If your right eye causes you to stumble, gouge it out and throw it away. It is better for you to lose one part of your body than for your whole body to be thrown into Hell. And if your right hand causes you to stumble, cut it off and throw it away. It is better for you to lose one part of your body than for your whole body to go into Hell.

Matthew 5.29-30

 

Today’s reading contains such harsh words. We wonder how gentle Jesus meek and mild could ever get away with making such demands, but he did. He often spoke harshly to his opponents, just as he often gave hard instruction to his adherents. None, though, is as harsh as this.

 

A Michigan State trooper, who used to attend our church, pulled a man over for speeding one day. That man had only one hand, having hacked the other one off at the wrist because he could not stop masturbating and wanted to follow Jesus more faithfully. Every time I read this piece of the Bible, I wish I had been this man’s pastor before he had done what he did.

 

Jesus means something less gruesome and yet more difficult, I think, than what our half-handed friend took him to mean. We know Jesus wasn’t speaking literally because none of his earliest friends and followers cut off their arms or eyes or tongues. They were there when he said these harsh things, and they could easily have asked him for clarification.

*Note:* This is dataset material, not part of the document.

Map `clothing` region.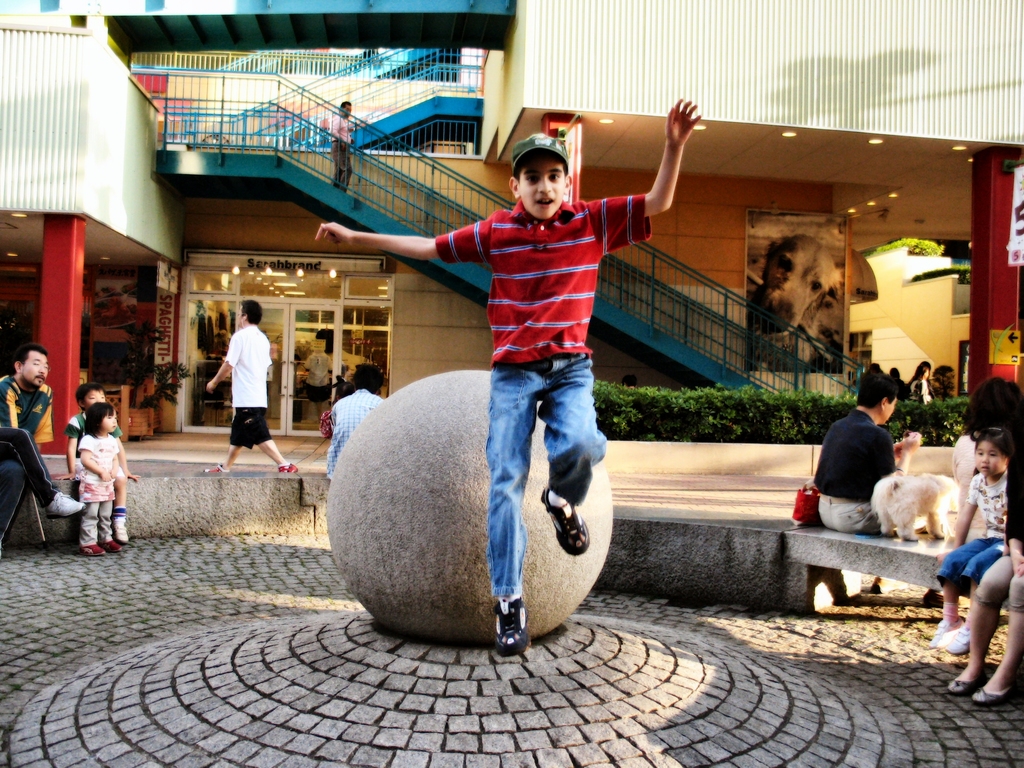
Mapped to [left=950, top=425, right=980, bottom=544].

Furthermore, if he did mean for the words to be taken literally, he undoubtedly would have repeated them, and scolded his followers for their failure to understand and comply with his teachings on the Kingdom (as he did in many other situations).

 

No, Jesus meant these words figuratively. As was his way, he often spoke of one thing while intending another meaning entirely. He used parables, similes, and metaphors. When he spoke of seeds, he meant souls. When he talked about fish, he really meant people. When he spoke about cutting out your eye, he really meant “the way you see the world.”

 

If the way you see the world causes you to sin, then gouge it out. Change the way you see things.

 

Ah! That’s so much easier, isn’t it?

 

Not really. Changing our understanding of the world is superbly difficult. For example, we hold dearly to a host of beliefs and freedoms that are neither biblical nor particularly Christian. Democracy. The Constitution of the United States of America. The right to bear arms. Capitalism. Mortgages. I could continue, but I don’t want to belabor the point. The point, by the way, is that many of the things we call Christian and take for granted as part of our spiritual heritage are actually more American than biblical. These things are not necessarily bad, but we do have to sift through what’s what. When we do discover that Scripture decries some American virtues, it can be very, very challenging to repent, change the way we see the world, and so move into the future.

 

Our half-handed friend misunderstood Christ, but his misunderstanding may have been easier to solve. His obedience took five painful seconds, followed by five months of itching, healing, and changing bandages. He is unable to “sin” with one hand any longer. But for us to truly understand Christ’s words, we can’t just lop our problem off; we have to be changed from the inside out.

 

The “eye” and the “hand” in these verses refer to the way we see and do things. If the way you do things causes you to sin, then change the way you do things.

 

So often our sins are sins of convenience. We drink too much because we walk right by a bar on the way home every day. We waste too much money on beer because it’s right there. We eat too much junk because we’re so busy and fast food is so convenient. We sin because of the way we do things. Our routines inevitably lead us into sinful habits and patterns. We know that the environment matters to God, but the best way to preview our work is to print out hundreds of pages and review it on paper. We know we shouldn’t get sucked back into that old relationship, but we continue to keep our ex on speed dial and never refuse to answer the phone when she calls.

 

We sin because we are surrounded by traps of routine that we refuse to disarm.  We sin because we don’t change the way we do things.  But changing the way we do things, even a little, would prevent us from being caught up in sin.

 

Better to change your cell number and not tell your old boyfriend than to get weak in the knees every time he calls drunk and lonely.

 

The time for us to change how we see the world and interact with it is right now. Change how you see things. Change how you do things. Those changes may inconvenience you in the short term, but suffering through short term change is far better than continuing to be ensnared by the same old sins that have been tripping you up for years.

 

The alternative is to chop off your hands and gouge out your eyes. But what will you do when you run out of eyes and no longer have hands and still cannot stop falling into the same old sin?

 

This post is from Seasons of Christian Spirituality.